This story idea came from BusinessWeek reader Andrew Rinehart, a first-year MBA student at Wake Forest Schools of Business. He is a veteran of Operation Iraqi Freedom and one of two first-year students at the school who are veterans.
Stacy Poindexter Owen, dean of admissions at the Wake Forest Schools of Business (Wake Forest MBA Profile), has been on a mission for the last decade to get more applicants with a military background to apply to her school. When the Graduate Management Admissions Council (GMAC) launched Operation MBA in 2005, Wake Forest was one of the first schools to sign up for the program, which deems a school military-friendly if it offers scholarships and deferment flexibility to military candidates. Owen also recently hired a former lieutenant colonel for a job on her admissions team; his primary responsibility is to develop a formal military recruiting program for the school.
But perhaps her biggest opportunity yet to recruit veterans came this summer when the school decided to participate in the Yellow Ribbon program, an initiative created by the Post-9/11 Veterans Educational Assistance Act of 2008. Under the program, the federal government matches, dollar for dollar, any financial aid that participating schools commit, essentially providing eligible student veterans with free or reduced-cost tuition. It's designed to make out-of-state public colleges, private institutions, and graduate programs more affordable for veterans.
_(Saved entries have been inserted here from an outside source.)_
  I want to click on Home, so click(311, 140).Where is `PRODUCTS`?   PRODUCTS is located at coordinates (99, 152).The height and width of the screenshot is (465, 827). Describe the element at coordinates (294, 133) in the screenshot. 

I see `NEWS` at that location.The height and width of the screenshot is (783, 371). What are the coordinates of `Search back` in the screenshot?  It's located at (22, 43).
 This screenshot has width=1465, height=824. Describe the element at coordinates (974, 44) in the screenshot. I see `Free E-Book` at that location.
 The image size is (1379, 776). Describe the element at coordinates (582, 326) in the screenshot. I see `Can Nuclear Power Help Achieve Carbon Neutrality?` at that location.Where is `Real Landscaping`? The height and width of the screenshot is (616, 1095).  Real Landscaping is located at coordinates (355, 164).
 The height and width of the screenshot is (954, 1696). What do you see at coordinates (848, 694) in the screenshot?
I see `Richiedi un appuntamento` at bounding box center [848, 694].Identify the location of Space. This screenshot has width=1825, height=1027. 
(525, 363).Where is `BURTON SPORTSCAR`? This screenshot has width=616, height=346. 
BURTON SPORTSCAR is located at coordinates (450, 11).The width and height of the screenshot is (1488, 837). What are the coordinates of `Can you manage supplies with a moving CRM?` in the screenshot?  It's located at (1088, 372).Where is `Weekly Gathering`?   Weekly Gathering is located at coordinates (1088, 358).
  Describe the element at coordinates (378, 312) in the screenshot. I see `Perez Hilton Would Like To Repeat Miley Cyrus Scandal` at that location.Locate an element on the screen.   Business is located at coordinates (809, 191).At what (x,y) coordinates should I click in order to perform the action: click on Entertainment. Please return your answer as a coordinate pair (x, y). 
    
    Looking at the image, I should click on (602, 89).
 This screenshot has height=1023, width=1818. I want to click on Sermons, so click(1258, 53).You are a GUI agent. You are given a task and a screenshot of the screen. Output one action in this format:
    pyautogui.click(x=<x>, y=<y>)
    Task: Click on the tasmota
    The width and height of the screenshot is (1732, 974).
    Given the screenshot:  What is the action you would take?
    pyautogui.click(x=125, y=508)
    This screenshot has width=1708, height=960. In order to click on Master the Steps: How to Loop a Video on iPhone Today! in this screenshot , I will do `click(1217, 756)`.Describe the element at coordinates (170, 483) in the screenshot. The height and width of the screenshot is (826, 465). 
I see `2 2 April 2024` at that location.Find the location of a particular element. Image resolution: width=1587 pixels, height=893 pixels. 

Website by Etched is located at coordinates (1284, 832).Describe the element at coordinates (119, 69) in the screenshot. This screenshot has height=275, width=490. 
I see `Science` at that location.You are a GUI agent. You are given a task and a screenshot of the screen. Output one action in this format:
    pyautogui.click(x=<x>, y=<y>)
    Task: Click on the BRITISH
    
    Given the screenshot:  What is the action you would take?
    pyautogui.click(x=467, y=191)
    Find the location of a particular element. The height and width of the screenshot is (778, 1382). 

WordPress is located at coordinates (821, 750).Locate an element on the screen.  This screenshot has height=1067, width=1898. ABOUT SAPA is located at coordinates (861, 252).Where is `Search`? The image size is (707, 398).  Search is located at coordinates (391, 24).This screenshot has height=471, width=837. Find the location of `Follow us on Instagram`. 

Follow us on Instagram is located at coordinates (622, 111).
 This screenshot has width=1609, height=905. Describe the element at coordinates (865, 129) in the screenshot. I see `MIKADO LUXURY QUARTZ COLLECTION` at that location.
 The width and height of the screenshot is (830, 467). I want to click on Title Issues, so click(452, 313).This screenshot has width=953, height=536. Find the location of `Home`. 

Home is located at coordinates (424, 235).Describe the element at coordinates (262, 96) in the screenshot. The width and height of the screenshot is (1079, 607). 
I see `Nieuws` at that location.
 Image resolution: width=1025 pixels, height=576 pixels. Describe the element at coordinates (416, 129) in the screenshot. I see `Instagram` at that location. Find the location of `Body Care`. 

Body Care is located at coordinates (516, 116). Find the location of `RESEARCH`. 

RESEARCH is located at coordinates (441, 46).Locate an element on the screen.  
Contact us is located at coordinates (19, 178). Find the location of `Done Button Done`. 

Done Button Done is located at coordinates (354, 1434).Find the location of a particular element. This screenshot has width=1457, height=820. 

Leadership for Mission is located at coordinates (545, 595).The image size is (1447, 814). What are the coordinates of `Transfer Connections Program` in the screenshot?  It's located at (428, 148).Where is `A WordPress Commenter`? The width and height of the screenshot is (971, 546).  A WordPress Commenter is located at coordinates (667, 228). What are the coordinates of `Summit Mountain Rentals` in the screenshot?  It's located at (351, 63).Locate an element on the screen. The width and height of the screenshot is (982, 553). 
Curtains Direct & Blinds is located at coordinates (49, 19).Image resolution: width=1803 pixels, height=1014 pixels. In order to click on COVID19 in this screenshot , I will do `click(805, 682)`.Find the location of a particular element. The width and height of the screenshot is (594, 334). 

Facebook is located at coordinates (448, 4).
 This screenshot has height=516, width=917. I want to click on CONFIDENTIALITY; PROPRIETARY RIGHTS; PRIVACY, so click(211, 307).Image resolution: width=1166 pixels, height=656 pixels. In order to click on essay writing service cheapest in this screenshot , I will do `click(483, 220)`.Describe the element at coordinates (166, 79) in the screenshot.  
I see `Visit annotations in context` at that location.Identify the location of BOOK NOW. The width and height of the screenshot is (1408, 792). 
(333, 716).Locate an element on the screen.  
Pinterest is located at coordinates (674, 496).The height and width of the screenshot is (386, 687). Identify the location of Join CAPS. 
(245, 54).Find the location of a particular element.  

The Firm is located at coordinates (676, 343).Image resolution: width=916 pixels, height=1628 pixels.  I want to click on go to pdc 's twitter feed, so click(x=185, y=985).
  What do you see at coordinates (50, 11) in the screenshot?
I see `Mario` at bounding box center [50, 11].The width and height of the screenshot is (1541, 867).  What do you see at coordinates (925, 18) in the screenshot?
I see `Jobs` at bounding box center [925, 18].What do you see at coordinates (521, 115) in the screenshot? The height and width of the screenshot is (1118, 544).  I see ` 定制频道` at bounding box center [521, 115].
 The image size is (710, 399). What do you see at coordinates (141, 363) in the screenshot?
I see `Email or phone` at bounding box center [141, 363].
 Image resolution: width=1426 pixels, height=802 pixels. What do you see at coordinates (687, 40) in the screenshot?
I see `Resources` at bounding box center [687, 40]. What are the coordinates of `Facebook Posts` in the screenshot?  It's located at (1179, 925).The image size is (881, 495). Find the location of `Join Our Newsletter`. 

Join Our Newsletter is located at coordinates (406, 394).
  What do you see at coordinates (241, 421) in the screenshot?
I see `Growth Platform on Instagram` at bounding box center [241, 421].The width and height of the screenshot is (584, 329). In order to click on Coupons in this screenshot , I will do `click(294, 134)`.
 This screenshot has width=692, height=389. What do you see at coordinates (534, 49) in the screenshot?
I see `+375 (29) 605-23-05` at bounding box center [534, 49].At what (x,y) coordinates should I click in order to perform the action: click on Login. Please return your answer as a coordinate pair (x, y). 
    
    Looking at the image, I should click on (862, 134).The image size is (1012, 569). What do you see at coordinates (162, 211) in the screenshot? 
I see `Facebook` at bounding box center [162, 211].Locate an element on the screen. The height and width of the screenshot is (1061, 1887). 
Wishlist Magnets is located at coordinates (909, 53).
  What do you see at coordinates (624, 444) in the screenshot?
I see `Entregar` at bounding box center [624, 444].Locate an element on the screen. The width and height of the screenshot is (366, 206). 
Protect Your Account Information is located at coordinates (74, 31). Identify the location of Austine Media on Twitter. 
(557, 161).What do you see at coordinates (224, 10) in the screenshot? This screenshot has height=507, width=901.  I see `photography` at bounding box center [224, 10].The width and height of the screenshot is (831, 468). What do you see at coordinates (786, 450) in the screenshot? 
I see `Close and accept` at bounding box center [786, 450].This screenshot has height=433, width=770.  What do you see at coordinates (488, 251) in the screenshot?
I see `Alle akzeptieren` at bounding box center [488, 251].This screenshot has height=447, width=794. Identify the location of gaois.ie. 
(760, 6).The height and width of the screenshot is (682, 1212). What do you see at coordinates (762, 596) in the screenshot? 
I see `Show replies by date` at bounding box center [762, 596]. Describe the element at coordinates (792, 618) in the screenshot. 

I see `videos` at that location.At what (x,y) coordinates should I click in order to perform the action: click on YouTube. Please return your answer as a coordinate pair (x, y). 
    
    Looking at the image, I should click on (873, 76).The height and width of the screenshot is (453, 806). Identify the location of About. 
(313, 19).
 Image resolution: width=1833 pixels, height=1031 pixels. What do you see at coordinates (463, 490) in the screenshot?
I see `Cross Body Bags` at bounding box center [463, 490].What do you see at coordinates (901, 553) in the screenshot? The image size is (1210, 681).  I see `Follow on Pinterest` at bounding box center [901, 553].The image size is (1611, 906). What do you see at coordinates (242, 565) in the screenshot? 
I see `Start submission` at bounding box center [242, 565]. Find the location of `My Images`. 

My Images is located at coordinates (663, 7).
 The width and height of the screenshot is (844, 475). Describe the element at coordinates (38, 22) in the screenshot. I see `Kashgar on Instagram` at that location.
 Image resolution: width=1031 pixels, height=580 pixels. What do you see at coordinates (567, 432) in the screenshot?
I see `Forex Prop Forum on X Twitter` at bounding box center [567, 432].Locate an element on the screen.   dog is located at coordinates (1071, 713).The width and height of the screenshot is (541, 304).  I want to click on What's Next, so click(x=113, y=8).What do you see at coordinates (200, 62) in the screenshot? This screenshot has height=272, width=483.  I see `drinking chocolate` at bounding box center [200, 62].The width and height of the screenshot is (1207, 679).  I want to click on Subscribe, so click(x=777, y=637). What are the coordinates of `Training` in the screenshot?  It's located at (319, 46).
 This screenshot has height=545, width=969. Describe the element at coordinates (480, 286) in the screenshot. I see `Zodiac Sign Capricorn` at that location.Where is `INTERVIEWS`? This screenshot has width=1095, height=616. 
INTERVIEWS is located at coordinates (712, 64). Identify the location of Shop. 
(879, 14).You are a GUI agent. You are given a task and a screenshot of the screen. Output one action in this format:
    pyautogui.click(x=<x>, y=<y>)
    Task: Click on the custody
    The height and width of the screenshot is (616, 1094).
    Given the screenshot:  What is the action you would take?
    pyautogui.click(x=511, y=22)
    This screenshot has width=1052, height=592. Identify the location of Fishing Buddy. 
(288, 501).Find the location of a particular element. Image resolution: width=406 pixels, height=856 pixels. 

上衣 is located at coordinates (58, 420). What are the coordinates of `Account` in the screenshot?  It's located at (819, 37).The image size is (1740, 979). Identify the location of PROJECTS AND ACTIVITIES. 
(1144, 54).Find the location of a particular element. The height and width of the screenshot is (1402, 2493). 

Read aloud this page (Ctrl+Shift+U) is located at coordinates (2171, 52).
More than 1,100 colleges and universities signed up with the Veteran Affairs Dept. for the Yellow Ribbon initiative, which involves some 3,400 schools and programs within those institutions. While the VA is still compiling data from all the schools on how many veterans have enrolled, it is pleased with the institutions’ response, says Keith Wilson, the VA's education service director. In addition to undergraduate programs, law, business, medical, and other professional schools are participating. The Post-9/11 bill, which was signed into law on June 30, is expected to cost about $62 billion over 10 years.
Dozens of business schools like Wake Forest have signed up for the Yellow Ribbon program this school year, hoping to encourage more veterans of the wars in Iraq and Afghanistan to apply. Wake Forest's business school signed on this summer, committing $6,000 per student of tuition reimbursement for qualified applicants—$12,000 with the government match. "It was really a no-brainer for us," says Owen. "We have always been happy with military candidates. The recruiters like our students, so we said, 'Absolutely we will sign on.' "
With the Yellow Ribbon program, graduate schools are aiming to take advantage of what they anticipate will be a flood of interest from qualified applicants. According to the VA, there will be an estimated 440,000 participants this year in the new Post-9/11 GI Bill, which is aimed at veterans of conflicts since the terrorist attacks of September 11. That’s nearly 40% higher than the number of veterans last year who used the Montgomery GI Bill, previously the standard way for veterans to get education benefits. Many also will be eligible for the Yellow Ribbon program, which requires that veterans have served active duty for 36 months, among other stipulations. In addition, more veterans than ever will be eligible for education benefits, including those ROTC and Service Academy officers and Reserve and National Guard members who didn't qualify previously under the Montgomery GI bill.
Under that bill, the base educational benefit that veterans received was a fixed $1,321 per month, no matter what college the veteran attended or his or her subject of study. The new GI bill benefits are based on a much more complex set of factors, including eligibility, the state where a veteran chooses to study, and whether or not he or she decides to study at a public or private institution. It is available for service members who were on active duty for 90 days or more since Sept. 10, 2001, as well as members of the Air Force, Navy, Army, and Marines on active duty.